On London Palestine Marches, Synagogues and Cultural Christianity
Things I’m reading:
I’m slowly working through Amos Goldberg and Bashir Bashir’s remarkable 2018 collection The Holocaust and the Nakba: A New Grammar of Trauma and History. It’s a very significant text and feels like required reading for anyone active in this area.
I found this academic article by Raz Segal very topical and helpful: Settler Antisemitism, Israeli Mass Violence, and the Crisis of Holocaust and Genocide Studies.
Connected to it, this piece from Shira Kline on the political divide amongst Holocaust studies scholars is also excellent.
A great piece on Palestinian anti-Nazi art from the 1940s.
I liked this piece from almost a year ago by Shane Burley – Why Antisemitism is an Insufficient (and Risky) Explanation for Hamas’s October 7 Attack on Israel.
As I finish writing this on 14/1/2025 it feels like a ceasefire/prisoner exchange deal is on the verge of being announced.
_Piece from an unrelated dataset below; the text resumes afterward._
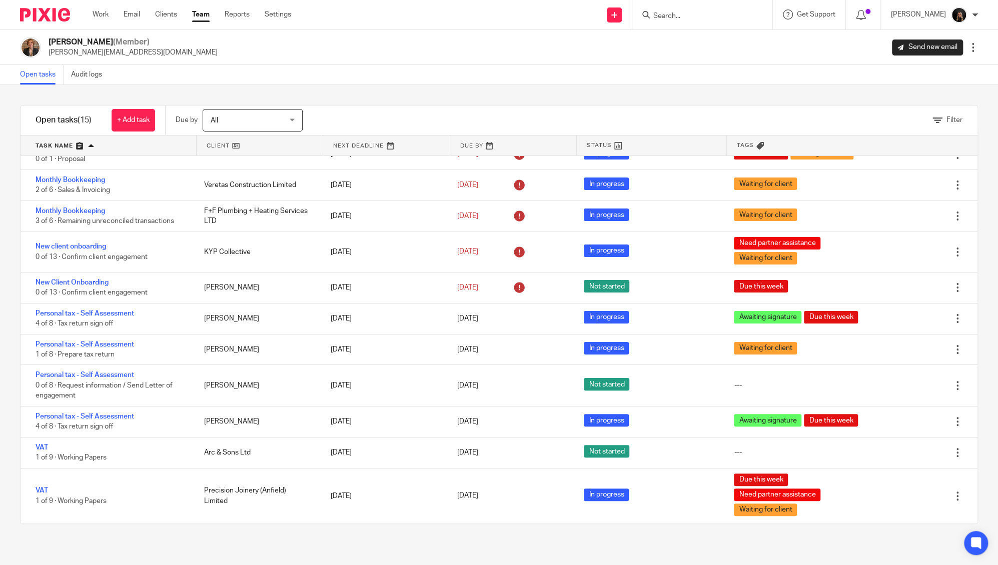  What do you see at coordinates (954, 120) in the screenshot?
I see `span: Filter` at bounding box center [954, 120].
I very much hope it is. Even if it happens, the war will not necessarily end, and I suspect that Palestine marches will continue.
I wanted to write something on the police restrictions placed on the planned National Palestine March on January 18th. In short, despite previously having agreed to it, the police have banned the PSC from beginning their march outside Portland Place, the BBC headquarters, which the PSC hoped to use to highlight criticisms of the BBCs coverage of Israel’s war on Gaza. Jewish and pro-Israel groups (and sadly the line between the two is increasingly non-existent) called for the march to be banned or the route changed due to the proximity of the starting point to Central Synagogue (the entrance to which is in Hallam Street), pressure which was amplified by politicians and the press. Last week the police caved on this and said they would use the Public Order Act to prevent the PSC using that starting point on that day, explicitly due to a supposed need to protect synagogue-attending Jews on Shabbat. In the last couple of days, the PSC has said they will reverse the route – starting at Whitehall and ending at the BBC. Despite the fact that this would avoid the arrival of the marchers clashing with the end of Shabbat services, and very few shul-goers would be around, the police have said that the restrictions around Portland Place will remain, showing a predictable lack of understanding of the times when most Jews are in shul.
Now obviously this is all nonsense. Right-wing politicians of all stripes have been attempting to ban the national Palestine marches from day one, no doubt embarrassed by the attention they brings to the UK’s military support and arms sales to Israel. They have thus jumped on ‘Jewish concerns’ as a useful pretext to demand police crackdowns on public protest. Naturally, Jewish communal groups have been all too happy to go along with this, with spokespeople, including the Chief Rabbi, frequently presenting them as ‘hate marches’. But to use the approach beloved of hasbaraists, if any other country were perpetrating a genocide, wouldn’t you expect to see large protests?